Analog Africa’s second release was this collection of tracks from the great Zimbabwean band. It includes b-sides and stuff plus a studio album — a lot of the African tracks were recorded live or outside at night or in variously improvised settings, but this one was in a classic studio setting. The whole album is full of 3s against 4s and interlocking rhythms, but this track’s endless tumble is somehow special. I always think that the singer’s voice has the timbre of Tupac Shakur, which makes me like him so much. This whole album feels like it could be a hit today.
18- Francis Bebey - “Sanza Tristesse”
19- Francis Bebey - “The Coffee Cola Song”
Surely our electronically oriented friends have been hip to Francis Bebey for years, but this guy’s whole body of work has been a revelation to us. He was Cameroonian, living in Paris and working at the embassy there before he quit to work on music full time. Though he was a librarian of traditional  African music and architecture, he believed that African music was absolutely alive and part of the future of music, and needed to not get bogged down in Western versions of “authentic” music untouched by other influences. His albums and collections are, so far as we’ve found, all full of true weirdness and insight — if you need a place to start, “African Electronic Music 1975-1982” is it.
20- Assa-Cica - self-titled - “Mi Man So Gbeme We Fide”
21- Assa-Cica - Echos Sonores du Benin - “Yokpo Wa Non Kpo Ha Mi”
“Echos Sonores du Benin” is the first physical record that we actually tracked down and bought online. “Yokpo” was the song that convinced us we had to have it. This summer, when the record finally arrived from Benin to our place in the woods, we spent the day assembling a table and chairs outside on the porch, so that we could invite our friend Brad over for the first listen among the fireflies and the hooting of nearby juvenile barred owls. The title translates from Yoruba to “I Couldn’t Help You.”
Man, this performance is a showstopper.
22- Yol Aularong - Cambodia Rocks Volumen 1 - “Whiskey Whiskey” (House of the Rising Sun) 
This guitar tone absolutely slays, and gets right to the heard of “House of the Rising Sun,” whether or not the Cambodian lyrics have anything to do with New Orleans (I don’t think they do).
23- Marijata - “No Condition Is Permanent”

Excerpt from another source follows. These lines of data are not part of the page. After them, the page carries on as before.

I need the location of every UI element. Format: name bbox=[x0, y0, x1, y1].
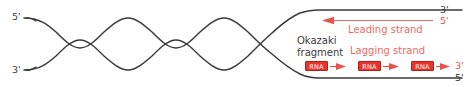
label-right-top-inner-prime: 5' bbox=[440, 16, 449, 26]
dna-helix-illustration bbox=[0, 0, 467, 87]
lagging-strand-arrow-2 bbox=[383, 63, 399, 70]
dna-strand-b bbox=[24, 10, 462, 70]
rna-primer-box: RNA bbox=[305, 61, 328, 71]
label-right-bottom-inner-prime: 3' bbox=[455, 61, 464, 71]
leading-strand-label: Leading strand bbox=[348, 25, 423, 35]
label-left-bottom-prime: 3' bbox=[12, 65, 21, 75]
lagging-strand-arrow-1 bbox=[330, 63, 346, 70]
left-end-leaders bbox=[26, 18, 36, 71]
dna-replication-fork-figure: 5' 3' 3' 5' 3' 5' Okazaki fragment Leadi… bbox=[0, 0, 467, 87]
rna-primer-box: RNA bbox=[411, 61, 434, 71]
label-right-bottom-outer-prime: 5' bbox=[455, 73, 464, 83]
okazaki-fragment-line-1: Okazaki bbox=[297, 35, 343, 47]
label-right-top-outer-prime: 3' bbox=[440, 5, 449, 15]
rna-primer-box: RNA bbox=[358, 61, 381, 71]
okazaki-fragment-line-2: fragment bbox=[297, 47, 343, 59]
lagging-strand-arrow-3 bbox=[436, 63, 450, 70]
label-left-top-prime: 5' bbox=[12, 12, 21, 22]
okazaki-fragment-label: Okazaki fragment bbox=[297, 35, 343, 58]
lagging-strand-label: Lagging strand bbox=[350, 46, 425, 56]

It’s been fascinating listening to music in so many other languages — no matter how many hooks the song has, if you can’t sing along, there’s just a different thing happening in the brain. So when we get to a song like “No Condition Is Permanent,” it really digs in deep. Luckily it’s also not just an excellent song but a very relevant one too. As far as I can tell this is a phrase that originates in Nigeria, though Marijata is from Ghana. This song is a stone classic. When they’re trading phrases in the middle, right before the singer just goes off the deep end, it feels like it has always existed and is never going to end. 
24- El Rego - “Feeling You Got”
And straight back to James Brown. El Rego’s got the shriek, he’s got the attitude, and he’s got the… accordion? Yes indeed, the accordion. Wow. I honestly didn’t know the accordion could be funky til this track. I love how it feels like he learned the syllables but may very well not speak English at all.
25- Hailu Mergia - “Wede Harer Guzo”
Speaking of accordion, apparently that is Hailu Mergia’s instrument, though it sure doesn’t sound like an accordion to me. The story of Hailu Mergia is inspirational, in the proof that you can’t always keep a good musician down. 
FYI, there are 5 minutes of dead air at the end of this “broadcast.” Chalk that up to learning as we go.